Rehashing happens when:

size > capacity × loadFactor
          

Example:

16 × 0.75 = 12
          

✔ On inserting 13th entry → resize

Rehashing Process

  1. Capacity doubles (16 → 32)
  2. All entries are rehashed
  3. Buckets are redistributed

⚠ Costly operation

✔ Amortized performance still O(1)

Why Capacity Is Power of 2 (Interview Favorite)

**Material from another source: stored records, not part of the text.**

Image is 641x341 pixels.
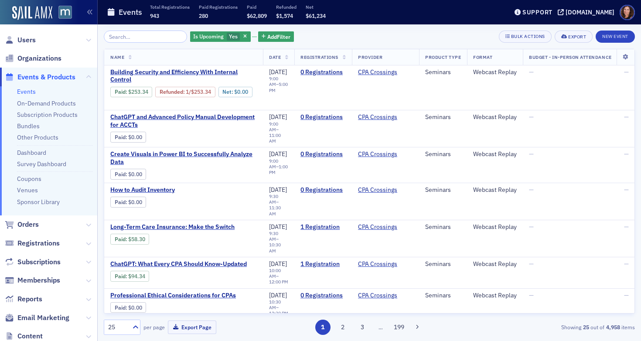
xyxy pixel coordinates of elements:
a: CPA Crossings [358,150,397,158]
div: Paid: 0 - $0 [110,169,146,179]
span: $1,574 [276,12,293,19]
div: Refunded: 1 - $25334 [155,87,215,97]
button: AddFilter [258,31,294,42]
a: Subscriptions [5,257,61,267]
time: 11:00 AM [269,132,281,144]
span: Registrations [17,239,60,248]
a: Other Products [17,133,58,141]
div: Seminars [425,260,461,268]
time: 10:30 AM [269,242,281,253]
div: Support [522,8,553,16]
span: — [624,150,629,158]
span: [DATE] [269,186,287,194]
div: Paid: 0 - $0 [110,302,146,313]
div: Paid: 0 - $0 [110,197,146,207]
a: Paid [115,273,126,280]
span: Orders [17,220,39,229]
a: 1 Registration [300,260,346,268]
span: $253.34 [191,89,211,95]
span: : [115,199,128,205]
p: Total Registrations [150,4,190,10]
div: Paid: 1 - $25334 [110,87,152,97]
p: Paid [247,4,267,10]
span: Long-Term Care Insurance: Make the Switch [110,223,257,231]
a: CPA Crossings [358,292,397,300]
span: $0.00 [128,199,142,205]
span: Building Security and Efficiency With Internal Control [110,68,257,84]
time: 11:30 AM [269,205,281,216]
a: Subscription Products [17,111,78,119]
a: Memberships [5,276,60,285]
a: Reports [5,294,42,304]
button: 2 [335,320,350,335]
span: : [115,89,128,95]
span: : [115,236,128,242]
a: Events [17,88,36,96]
span: — [529,150,534,158]
span: — [529,223,534,231]
a: Refunded [160,89,183,95]
span: [DATE] [269,113,287,121]
time: 5:00 PM [269,81,288,93]
a: 0 Registrations [300,292,346,300]
label: per page [143,323,165,331]
button: Export [555,31,593,43]
div: – [269,231,288,254]
span: [DATE] [269,291,287,299]
span: : [115,134,128,140]
div: Seminars [425,292,461,300]
div: Paid: 1 - $5830 [110,234,149,244]
a: 0 Registrations [300,113,346,121]
a: 0 Registrations [300,150,346,158]
time: 9:00 AM [269,75,278,87]
span: CPA Crossings [358,113,413,121]
span: 280 [199,12,208,19]
a: Create Visuals in Power BI to Successfully Analyze Data [110,150,257,166]
div: Export [568,34,586,39]
span: $0.00 [234,89,248,95]
a: Orders [5,220,39,229]
button: Export Page [168,321,216,334]
div: Webcast Replay [473,223,517,231]
span: CPA Crossings [358,150,413,158]
div: Webcast Replay [473,260,517,268]
div: Seminars [425,113,461,121]
span: [DATE] [269,260,287,268]
a: Events & Products [5,72,75,82]
p: Refunded [276,4,297,10]
div: Seminars [425,186,461,194]
a: Organizations [5,54,61,63]
strong: 25 [581,323,590,331]
a: CPA Crossings [358,260,397,268]
span: Product Type [425,54,461,60]
span: Date [269,54,281,60]
a: CPA Crossings [358,68,397,76]
button: [DOMAIN_NAME] [558,9,618,15]
span: Email Marketing [17,313,69,323]
time: 9:30 AM [269,193,278,205]
a: Paid [115,236,126,242]
a: Users [5,35,36,45]
a: Sponsor Library [17,198,60,206]
span: Registrations [300,54,338,60]
span: [DATE] [269,68,287,76]
strong: 4,958 [604,323,621,331]
a: CPA Crossings [358,113,397,121]
div: – [269,268,288,285]
p: Paid Registrations [199,4,238,10]
h1: Events [119,7,142,17]
span: $0.00 [128,304,142,311]
a: ChatGPT: What Every CPA Should Know-Updated [110,260,257,268]
div: – [269,194,288,217]
div: Paid: 1 - $9434 [110,271,149,281]
span: Budget - In-Person Attendance [529,54,611,60]
span: How to Audit Inventory [110,186,257,194]
a: On-Demand Products [17,99,76,107]
span: $0.00 [128,134,142,140]
span: : [160,89,186,95]
a: Paid [115,304,126,311]
a: 0 Registrations [300,186,346,194]
a: CPA Crossings [358,186,397,194]
a: New Event [596,32,635,40]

  • Enables fast index calculation
  • Uniform distribution of keys
  • Efficient resizing logic
(n - 1) & hash   // instead of hash % n
          

Treeification Conditions (Java 8+)

A bucket converts to Red-Black Tree only if:

Condition Value
Bucket size ≥ 8
Table capacity ≥ 64

✔ Prevents premature tree creation

null Key Handling

HashMap allows one null key.

map.put(null, "Java");
          

Internally:

  • null key always maps to bucket 0

Time Complexity (Interview Table)

Operation Average Worst Case
put O(1) O(log n)
get O(1) O(log n)
remove O(1) O(log n)

(Java 8+)

Common Interview Traps

  • Forgetting treeification conditions
  • Saying HashMap is always O(1)
  • Ignoring equals() role
  • Using mutable objects as keys
  • Forgetting rehashing cost

Best Practices (Real-World)

  • Override both equals() and hashCode()
  • Use immutable keys
  • Set initial capacity when size is known
  • Avoid excessive collisions
  • Use ConcurrentHashMap for concurrency

Interview-Ready Answers

Short Answer

HashMap stores key–value pairs using hashing and buckets.

Detailed Answer

Internally, HashMap uses an array of buckets where each bucket stores entries using linked lists or red-black trees. The key’s hashCode determines the bucket index, and equals is used to resolve collisions. Java 8 optimizes collision handling by converting long chains into balanced trees, ensuring efficient performance.

Key Takeaway

HashMap = Hashing + Buckets + equals/hashCode + Smart Resizing. Mastering internals is essential for performance tuning, correctness, and interview success.